Dr. David Evans and Dr. Randall Johnston join Bertech Pharma’s Scientific Board of Advisors
Bertech Pharma Ltd. announced today that Dr. David Evans and Dr. Randy Johnson have joined its Scientific Advisory Board.
“The addition of Dr. Evans and Dr. Johnson to Bertech’s Scientific Board of Advisors brings significant scientific experience to Bertech and will assist in moving its cancer development programs forward,” said Mr. Bern Philip, President and CEO of Bertech Pharma. “Dr Evans and Dr. Johnson are leading researchers and will provide Bertech with the indepth knowledge and insight to facilitate it moving forward with its cancer diagnostic development program..”
About Dr. Evans
Dr. Evans is a virologist with a special interest in the biology of poxviruses. He has a long-standing interest in the mechanism of viral genetic recombination and the enzymatic links between virus recombination and DNA replication. His work has generated new insights into the mechanism of poxvirus recombination as well as a better understanding of the mode of action of drugs that inhibit poxvirus recombination by interfering in Orthopoxvirus DNA replication. Such drugs are being stockpiled as potential smallpox therapeutics. In collaboration with colleagues in the Department of Oncology, Dr. Evans is also exploring the application of poxviruses as oncolytic agents. Many of these studies are facilitated through collaborations with American, Canadian, Chinese, and European partners and are currently supported by grant funding from NSERC, CIHR, and the Alberta Cancer Board. He has published some 70 primary research papers on these and related topics.
Dr. Evans’ investigations into the mechanism of poxvirus recombination led to the isolation of a vaccinia virus enzyme that catalyzes recombination reactions in vitro. This method has been patented in the USA, Europe, and Asia and is sold under license to Clontech-Takara as InFusion® kits. This “recombineering” technology has found its greatest application as a tool for high-throughput cloning of PCR-amplified DNA.
Dr.
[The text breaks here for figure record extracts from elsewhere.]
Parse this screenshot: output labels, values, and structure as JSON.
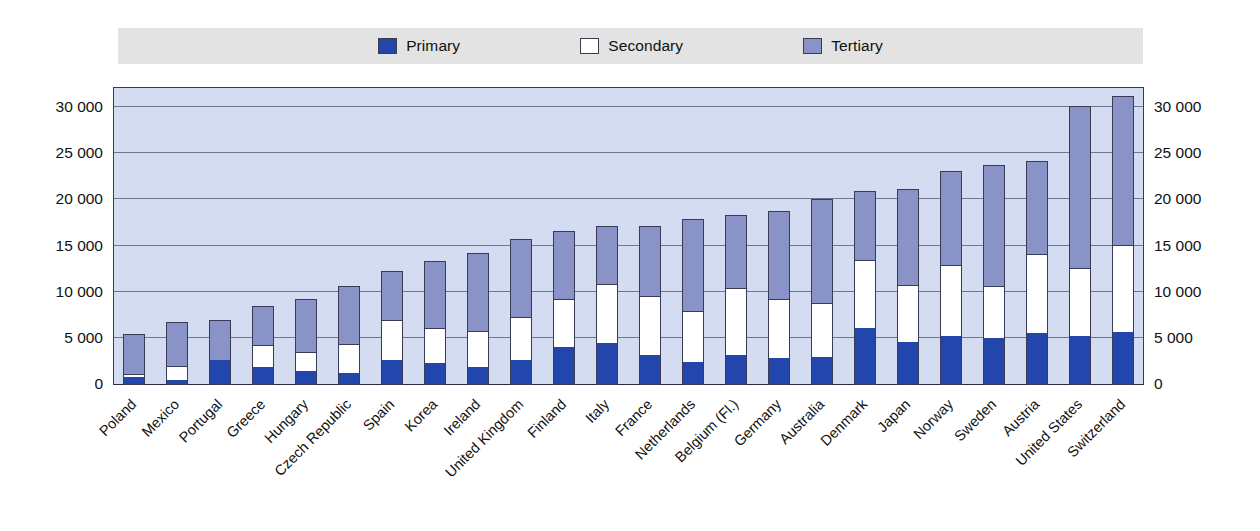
{
  "legend": {
    "items": [
      {
        "label": "Primary",
        "color": "#2346ac",
        "icon": "square-swatch-icon"
      },
      {
        "label": "Secondary",
        "color": "#ffffff",
        "icon": "square-swatch-icon"
      },
      {
        "label": "Tertiary",
        "color": "#8a93c8",
        "icon": "square-swatch-icon"
      }
    ]
  },
  "axis": {
    "y_ticks": [
      "0",
      "5 000",
      "10 000",
      "15 000",
      "20 000",
      "25 000",
      "30 000"
    ],
    "y_tick_values": [
      0,
      5000,
      10000,
      15000,
      20000,
      25000,
      30000
    ],
    "y_min": 0,
    "y_max": 32300
  },
  "chart_data": {
    "type": "bar",
    "subtype": "stacked-vertical",
    "title": "",
    "subtitle": "",
    "xlabel": "",
    "ylabel": "",
    "ylim": [
      0,
      32300
    ],
    "grid": true,
    "legend_position": "top",
    "categories": [
      "Poland",
      "Mexico",
      "Portugal",
      "Greece",
      "Hungary",
      "Czech Republic",
      "Spain",
      "Korea",
      "Ireland",
      "United Kingdom",
      "Finland",
      "Italy",
      "France",
      "Netherlands",
      "Belgium (Fl.)",
      "Germany",
      "Australia",
      "Denmark",
      "Japan",
      "Norway",
      "Sweden",
      "Austria",
      "United States",
      "Switzerland"
    ],
    "series": [
      {
        "name": "Primary",
        "color": "#2346ac",
        "values": [
          900,
          550,
          2700,
          1900,
          1500,
          1300,
          2700,
          2400,
          2000,
          2700,
          4100,
          4600,
          3200,
          2500,
          3200,
          2900,
          3000,
          6200,
          4700,
          5300,
          5100,
          5600,
          5300,
          5800
        ]
      },
      {
        "name": "Secondary",
        "color": "#ffffff",
        "values": [
          300,
          1550,
          0,
          2400,
          2100,
          3100,
          4300,
          3800,
          3900,
          4700,
          5200,
          6400,
          6500,
          5500,
          7300,
          6400,
          5900,
          7400,
          6100,
          7700,
          5600,
          8600,
          7400,
          9400
        ]
      },
      {
        "name": "Tertiary",
        "color": "#8a93c8",
        "values": [
          4300,
          4700,
          4400,
          4300,
          5700,
          6300,
          5400,
          7200,
          8400,
          8400,
          7400,
          6200,
          7500,
          10000,
          7900,
          9600,
          11300,
          7400,
          10400,
          10200,
          13100,
          10100,
          17500,
          16100
        ]
      }
    ],
    "totals": [
      5500,
      6800,
      7100,
      8600,
      9300,
      10700,
      12400,
      13400,
      14300,
      15800,
      16700,
      17200,
      17200,
      18000,
      18400,
      18900,
      20200,
      21000,
      21200,
      23200,
      23800,
      24300,
      30200,
      31300
    ]
  }
}
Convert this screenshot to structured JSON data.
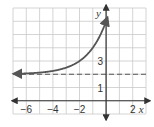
{
  "chart_data": {
    "type": "line",
    "title": "",
    "xlabel": "x",
    "ylabel": "y",
    "xlim": [
      -7,
      3
    ],
    "ylim": [
      -1,
      7
    ],
    "grid": true,
    "function": "y = 2^(x+2) + 2",
    "series": [
      {
        "name": "exponential curve",
        "x": [
          -7,
          -6,
          -5,
          -4,
          -3,
          -2,
          -1,
          0,
          0.1
        ],
        "y": [
          2.03125,
          2.0625,
          2.125,
          2.25,
          2.5,
          3,
          4,
          6,
          6.29
        ]
      }
    ],
    "asymptote": {
      "type": "horizontal",
      "y": 2,
      "style": "dashed"
    },
    "x_tick_labels": [
      {
        "value": -6,
        "label": "−6"
      },
      {
        "value": -4,
        "label": "−4"
      },
      {
        "value": -2,
        "label": "−2"
      },
      {
        "value": 2,
        "label": "2"
      }
    ],
    "y_tick_labels": [
      {
        "value": 1,
        "label": "1"
      },
      {
        "value": 3,
        "label": "3"
      }
    ],
    "colors": {
      "curve": "#555555",
      "grid": "#c9c9c9",
      "axis": "#333333"
    }
  }
}
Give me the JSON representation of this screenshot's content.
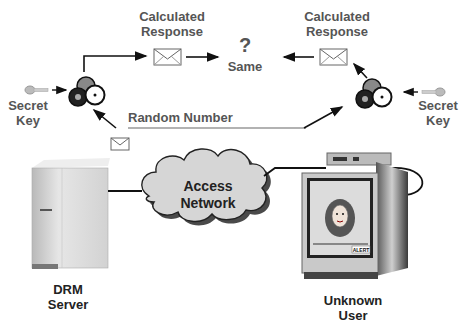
{
  "diagram": {
    "left": {
      "calc_response_line1": "Calculated",
      "calc_response_line2": "Response",
      "secret_key_line1": "Secret",
      "secret_key_line2": "Key"
    },
    "right": {
      "calc_response_line1": "Calculated",
      "calc_response_line2": "Response",
      "secret_key_line1": "Secret",
      "secret_key_line2": "Key"
    },
    "compare": {
      "symbol": "?",
      "label": "Same"
    },
    "random_number": "Random Number",
    "network": {
      "line1": "Access",
      "line2": "Network"
    },
    "server": {
      "line1": "DRM",
      "line2": "Server"
    },
    "user": {
      "line1": "Unknown",
      "line2": "User"
    },
    "tv_badge": "ALERT"
  }
}
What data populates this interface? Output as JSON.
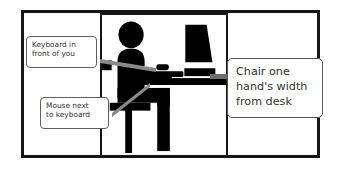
{
  "diagram": {
    "frame": {
      "border_color": "#151515",
      "background": "#ffffff"
    },
    "illustration": {
      "name": "seated-person-at-desk-silhouette",
      "silhouette_color": "#000000",
      "elements": [
        "person-head",
        "person-torso",
        "person-arm",
        "person-legs",
        "chair",
        "desk",
        "monitor",
        "keyboard",
        "mouse"
      ]
    },
    "callouts": [
      {
        "id": "keyboard",
        "name": "callout-keyboard",
        "lines": [
          "Keyboard in",
          "front of you"
        ],
        "points_to": "keyboard"
      },
      {
        "id": "mouse",
        "name": "callout-mouse",
        "lines": [
          "Mouse next",
          "to keyboard"
        ],
        "points_to": "mouse"
      },
      {
        "id": "chair",
        "name": "callout-chair",
        "lines": [
          "Chair one",
          "hand's width",
          "from desk"
        ],
        "points_to": "desk-edge"
      }
    ],
    "colors": {
      "outline": "#151515",
      "callout_border": "#5f5f5f",
      "callout_text": "#333333",
      "leader_line": "#7d7d7d",
      "silhouette": "#000000"
    }
  }
}
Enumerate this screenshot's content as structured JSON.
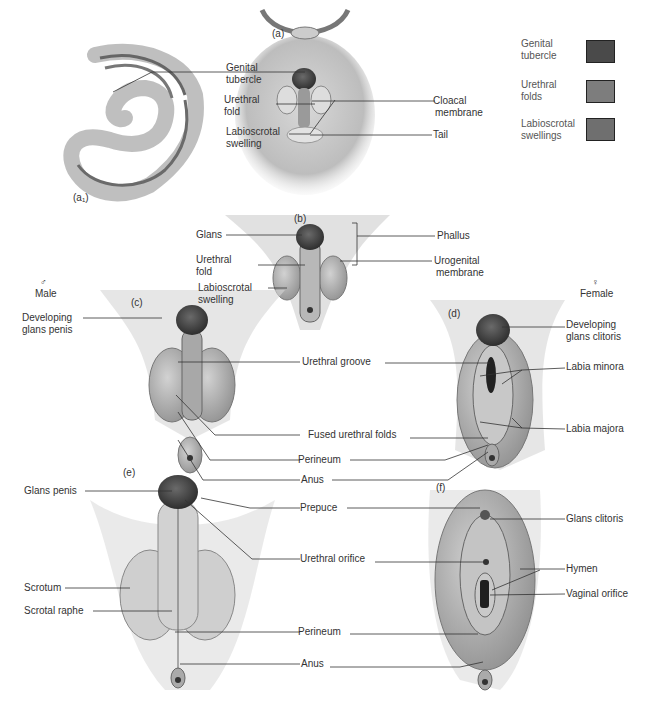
{
  "figure": {
    "panels": [
      {
        "id": "a1",
        "tag": "(a₁)"
      },
      {
        "id": "a",
        "tag": "(a)"
      },
      {
        "id": "b",
        "tag": "(b)"
      },
      {
        "id": "c",
        "tag": "(c)"
      },
      {
        "id": "d",
        "tag": "(d)"
      },
      {
        "id": "e",
        "tag": "(e)"
      },
      {
        "id": "f",
        "tag": "(f)"
      }
    ],
    "sex_labels": {
      "male_symbol": "♂",
      "male": "Male",
      "female_symbol": "♀",
      "female": "Female"
    },
    "legend": [
      {
        "line1": "Genital",
        "line2": "tubercle",
        "color": "#4a4a4a"
      },
      {
        "line1": "Urethral",
        "line2": "folds",
        "color": "#7d7d7d"
      },
      {
        "line1": "Labioscrotal",
        "line2": "swellings",
        "color": "#6f6f6f"
      }
    ],
    "labels_a": {
      "genital_tubercle_1": "Genital",
      "genital_tubercle_2": "tubercle",
      "urethral_fold_1": "Urethral",
      "urethral_fold_2": "fold",
      "labioscrotal_swelling_1": "Labioscrotal",
      "labioscrotal_swelling_2": "swelling",
      "cloacal_membrane_1": "Cloacal",
      "cloacal_membrane_2": "membrane",
      "tail": "Tail"
    },
    "labels_b": {
      "glans": "Glans",
      "urethral_fold_1": "Urethral",
      "urethral_fold_2": "fold",
      "labioscrotal_swelling_1": "Labioscrotal",
      "labioscrotal_swelling_2": "swelling",
      "phallus": "Phallus",
      "urogenital_membrane_1": "Urogenital",
      "urogenital_membrane_2": "membrane"
    },
    "labels_cd": {
      "developing_glans_penis_1": "Developing",
      "developing_glans_penis_2": "glans penis",
      "developing_glans_clitoris_1": "Developing",
      "developing_glans_clitoris_2": "glans clitoris",
      "urethral_groove": "Urethral groove",
      "labia_minora": "Labia minora",
      "fused_urethral_folds": "Fused urethral folds",
      "labia_majora": "Labia majora",
      "perineum": "Perineum",
      "anus": "Anus"
    },
    "labels_ef": {
      "glans_penis": "Glans penis",
      "prepuce": "Prepuce",
      "glans_clitoris": "Glans clitoris",
      "urethral_orifice": "Urethral orifice",
      "hymen": "Hymen",
      "vaginal_orifice": "Vaginal orifice",
      "scrotum": "Scrotum",
      "scrotal_raphe": "Scrotal raphe",
      "perineum": "Perineum",
      "anus": "Anus"
    }
  }
}
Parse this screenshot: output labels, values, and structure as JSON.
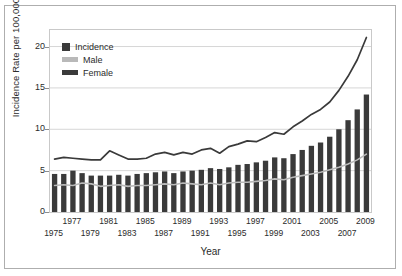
{
  "chart_data": {
    "type": "bar",
    "title": "",
    "xlabel": "Year",
    "ylabel": "Incidence Rate per 100,000",
    "ylim": [
      0,
      22
    ],
    "yticks": [
      0,
      5,
      10,
      15,
      20
    ],
    "ytick_labels": [
      "0",
      "5",
      "10",
      "15",
      "20"
    ],
    "grid": true,
    "grid_axis": "y",
    "legend_position": "upper-left",
    "categories": [
      1975,
      1976,
      1977,
      1978,
      1979,
      1980,
      1981,
      1982,
      1983,
      1984,
      1985,
      1986,
      1987,
      1988,
      1989,
      1990,
      1991,
      1992,
      1993,
      1994,
      1995,
      1996,
      1997,
      1998,
      1999,
      2000,
      2001,
      2002,
      2003,
      2004,
      2005,
      2006,
      2007,
      2008,
      2009
    ],
    "xtick_labels_top": [
      "1977",
      "1981",
      "1985",
      "1989",
      "1993",
      "1997",
      "2001",
      "2005",
      "2009"
    ],
    "xtick_labels_bottom": [
      "1975",
      "1979",
      "1983",
      "1987",
      "1991",
      "1995",
      "1999",
      "2003",
      "2007"
    ],
    "series": [
      {
        "name": "Incidence",
        "type": "line",
        "color": "#3a3a3a",
        "values": [
          6.4,
          6.6,
          6.5,
          6.4,
          6.3,
          6.3,
          7.4,
          6.9,
          6.4,
          6.4,
          6.5,
          7.0,
          7.2,
          6.9,
          7.2,
          7.0,
          7.5,
          7.7,
          7.1,
          7.9,
          8.2,
          8.6,
          8.5,
          9.0,
          9.6,
          9.4,
          10.3,
          11.0,
          11.8,
          12.4,
          13.3,
          14.7,
          16.4,
          18.4,
          21.1
        ]
      },
      {
        "name": "Male",
        "type": "line",
        "color": "#b9b9b9",
        "values": [
          3.2,
          3.3,
          3.2,
          3.5,
          3.4,
          3.1,
          3.2,
          3.3,
          3.1,
          3.2,
          3.2,
          3.3,
          3.4,
          3.3,
          3.5,
          3.4,
          3.3,
          3.5,
          3.3,
          3.5,
          3.6,
          3.6,
          3.7,
          3.8,
          4.0,
          3.9,
          4.2,
          4.4,
          4.6,
          4.8,
          5.1,
          5.4,
          5.8,
          6.3,
          7.0
        ]
      },
      {
        "name": "Female",
        "type": "bar",
        "color": "#3a3a3a",
        "values": [
          4.6,
          4.6,
          5.0,
          4.7,
          4.4,
          4.4,
          4.4,
          4.5,
          4.4,
          4.6,
          4.7,
          4.8,
          4.9,
          4.7,
          4.9,
          5.0,
          5.1,
          5.3,
          5.2,
          5.4,
          5.7,
          5.8,
          6.0,
          6.2,
          6.6,
          6.5,
          7.0,
          7.5,
          8.0,
          8.4,
          9.1,
          10.0,
          11.1,
          12.4,
          14.2
        ]
      }
    ]
  },
  "legend": {
    "items": [
      {
        "label": "Incidence",
        "swatch": "square-dark"
      },
      {
        "label": "Male",
        "swatch": "bar-light-gray"
      },
      {
        "label": "Female",
        "swatch": "bar-dark"
      }
    ]
  },
  "axes": {
    "y_title": "Incidence Rate per 100,000",
    "x_title": "Year"
  }
}
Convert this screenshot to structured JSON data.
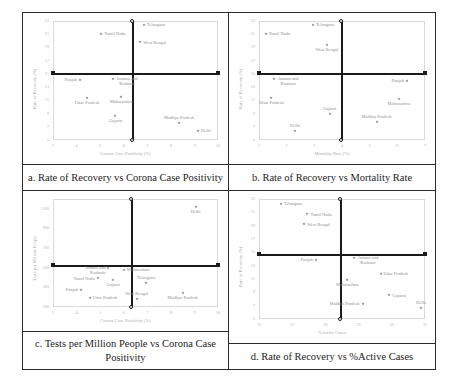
{
  "figure": {
    "cells": [
      {
        "id": "a",
        "caption": "a. Rate of Recovery vs Corona Case Positivity"
      },
      {
        "id": "b",
        "caption": "b. Rate of Recovery vs Mortality Rate"
      },
      {
        "id": "c",
        "caption": "c. Tests per Million People vs Corona Case Positivity"
      },
      {
        "id": "d",
        "caption": "d. Rate of Recovery vs %Active Cases"
      }
    ]
  },
  "chart_data": [
    {
      "type": "scatter",
      "title": "a. Rate of Recovery vs Corona Case Positivity",
      "xlabel": "Corona Case Positivity (%)",
      "ylabel": "Rate of Recovery (%)",
      "xlim": [
        3,
        10
      ],
      "ylim": [
        5,
        23
      ],
      "xticks": [
        3,
        4,
        5,
        6,
        7,
        8,
        9,
        10
      ],
      "yticks": [
        5,
        7,
        9,
        11,
        13,
        15,
        17,
        19,
        21,
        23
      ],
      "grid": false,
      "legend": "none",
      "crosshair": {
        "x": 6.4,
        "y": 15.0
      },
      "points": [
        {
          "label": "Telangana",
          "x": 6.85,
          "y": 22.4
        },
        {
          "label": "Tamil Nadu",
          "x": 5.05,
          "y": 21.1
        },
        {
          "label": "West Bengal",
          "x": 6.7,
          "y": 19.8
        },
        {
          "label": "Punjab",
          "x": 4.15,
          "y": 14.1
        },
        {
          "label": "Jammu and Kashmir",
          "x": 5.55,
          "y": 14.3
        },
        {
          "label": "Uttar Pradesh",
          "x": 4.45,
          "y": 11.3
        },
        {
          "label": "Maharashtra",
          "x": 5.9,
          "y": 11.5
        },
        {
          "label": "Gujarat",
          "x": 5.65,
          "y": 8.6
        },
        {
          "label": "Madhya Pradesh",
          "x": 8.35,
          "y": 7.5
        },
        {
          "label": "Delhi",
          "x": 9.15,
          "y": 6.4
        }
      ]
    },
    {
      "type": "scatter",
      "title": "b. Rate of Recovery vs Mortality Rate",
      "xlabel": "Mortality Rate (%)",
      "ylabel": "Rate of Recovery (%)",
      "xlim": [
        1,
        7
      ],
      "ylim": [
        5,
        23
      ],
      "xticks": [
        1,
        2,
        3,
        4,
        5,
        6,
        7
      ],
      "yticks": [
        5,
        7,
        9,
        11,
        13,
        15,
        17,
        19,
        21,
        23
      ],
      "grid": false,
      "legend": "none",
      "crosshair": {
        "x": 4.0,
        "y": 15.0
      },
      "points": [
        {
          "label": "Telangana",
          "x": 2.95,
          "y": 22.4
        },
        {
          "label": "Tamil Nadu",
          "x": 1.25,
          "y": 21.1
        },
        {
          "label": "West Bengal",
          "x": 3.45,
          "y": 19.3
        },
        {
          "label": "Jammu and Kashmir",
          "x": 1.55,
          "y": 14.2
        },
        {
          "label": "Punjab",
          "x": 6.35,
          "y": 14.0
        },
        {
          "label": "Uttar Pradesh",
          "x": 1.45,
          "y": 11.4
        },
        {
          "label": "Maharashtra",
          "x": 6.05,
          "y": 11.2
        },
        {
          "label": "Gujarat",
          "x": 3.55,
          "y": 8.9
        },
        {
          "label": "Madhya Pradesh",
          "x": 5.25,
          "y": 7.7
        },
        {
          "label": "Delhi",
          "x": 2.3,
          "y": 6.3
        }
      ]
    },
    {
      "type": "scatter",
      "title": "c. Tests per Million People vs Corona Case Positivity",
      "xlabel": "Corona Case Positivity (%)",
      "ylabel": "Tests per Million People",
      "xlim": [
        3,
        10
      ],
      "ylim": [
        100,
        1200
      ],
      "xticks": [
        3,
        4,
        5,
        6,
        7,
        8,
        9,
        10
      ],
      "yticks": [
        100,
        300,
        500,
        700,
        900,
        1100
      ],
      "grid": false,
      "legend": "none",
      "crosshair": {
        "x": 6.35,
        "y": 520
      },
      "points": [
        {
          "label": "Delhi",
          "x": 9.05,
          "y": 1120
        },
        {
          "label": "Jammu and Kashmir",
          "x": 5.35,
          "y": 500
        },
        {
          "label": "Maharashtra",
          "x": 6.0,
          "y": 480
        },
        {
          "label": "Tamil Nadu",
          "x": 4.9,
          "y": 395
        },
        {
          "label": "Gujarat",
          "x": 5.55,
          "y": 370
        },
        {
          "label": "Telangana",
          "x": 6.95,
          "y": 345
        },
        {
          "label": "Punjab",
          "x": 4.2,
          "y": 275
        },
        {
          "label": "Madhya Pradesh",
          "x": 8.5,
          "y": 245
        },
        {
          "label": "Uttar Pradesh",
          "x": 4.55,
          "y": 195
        },
        {
          "label": "West Bengal",
          "x": 6.55,
          "y": 185
        }
      ]
    },
    {
      "type": "scatter",
      "title": "d. Rate of Recovery vs %Active Cases",
      "xlabel": "%Active Cases",
      "ylabel": "Rate of Recovery (%)",
      "xlim": [
        10,
        35
      ],
      "ylim": [
        5,
        23
      ],
      "xticks": [
        10,
        15,
        20,
        25,
        30,
        35
      ],
      "yticks": [
        5,
        7,
        9,
        11,
        13,
        15,
        17,
        19,
        21,
        23
      ],
      "grid": false,
      "legend": "none",
      "crosshair": {
        "x": 22.3,
        "y": 14.6
      },
      "points": [
        {
          "label": "Telangana",
          "x": 13.3,
          "y": 22.3
        },
        {
          "label": "Tamil Nadu",
          "x": 17.3,
          "y": 20.7
        },
        {
          "label": "West Bengal",
          "x": 16.8,
          "y": 19.2
        },
        {
          "label": "Punjab",
          "x": 18.6,
          "y": 13.9
        },
        {
          "label": "Jammu and Kashmir",
          "x": 24.3,
          "y": 14.2
        },
        {
          "label": "Uttar Pradesh",
          "x": 28.3,
          "y": 11.8
        },
        {
          "label": "Maharashtra",
          "x": 23.3,
          "y": 10.9
        },
        {
          "label": "Gujarat",
          "x": 29.6,
          "y": 8.6
        },
        {
          "label": "Madhya Pradesh",
          "x": 25.6,
          "y": 7.3
        },
        {
          "label": "Delhi",
          "x": 34.4,
          "y": 6.6
        }
      ]
    }
  ]
}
Evans obtained his Ph.D. from the University of Alberta in 1982 and, after post-doctoral studies in Berkeley and Harvard, joined the Faculty of the University of Guelph in 1987. He assumed the Chair of the Department of Molecular Biology & Genetics in 1998 and served in that position until moving to the University of Alberta in 2003 to become Chair of the Medical Microbiology & Immunology Department. From 2009-12 he also served as Head of the School of Molecular Medicine. At the University of Alberta he has recruited 10 new Faculty and Faculty Service Officers to date (including Dr. M. Houghton, the new Canada Excellence Research Chair in Virology) and led a pan-provincial application to the CFI that resulted in the 2006 award of $24.9 million for a project entitled the “Alberta Institute for Viral Immunology”. In 2010 the University of Alberta was given a gift of $25 million to support additional research in virology and Dr. Evans currently serves as the associate director in the Li Ka Shing Institute of Virology. He has accumulated many years of service on NSERC and CIHR panels, including over a decade of service on “Virology and Viral Pathogenesis”, served on several NIH panels, and is a voting member on the WHO smallpox scientific advisory committee. Most recently he has been involved in creating two small biotech companies to commercialize discoveries coming from the Institute of Virology.
About Dr. Johnston
Dr. Johnston received a BSc degree (1975) from the University of Victoria and his PhD (1980) and postdoctoral training from Stanford University in California. He has been a faculty member of the University of Calgary since 1984, where he was recruited with funding from the Alberta Heritage Foundation for Medical Research. He was appointed for 10 years as the Terry Fox Professor for Cancer Research at the University of Calgary together with the positions of Director of the Southern Alberta Cancer Research Centre and Associate Director of Research at the Tom Baker Cancer Centre. He was then appointed as the Associate Vice-President of Research for the University of Calgary and subsequently as President of Genome Prairie and Genome Alberta (a not-for-profit corporation dedicated to genomics research as part of the Genome Canada program). In 2006, he returned to his academic position full-time at the University of Calgary in the Departments of Oncology, plus Biochemistry and Molecular Biology. Currently, he also holds three roles as General Secretary for the Canadian Society for Molecular Biosciences, as Director of the Alberta Cancer Research Tumour Bank and Biorepository, and as Director of the University of Calgary’s Master in Biomedical Technology Graduate Program. Dr. Johnston’s research focuses on cancer genomics and promising, novel viral therapies for cancer.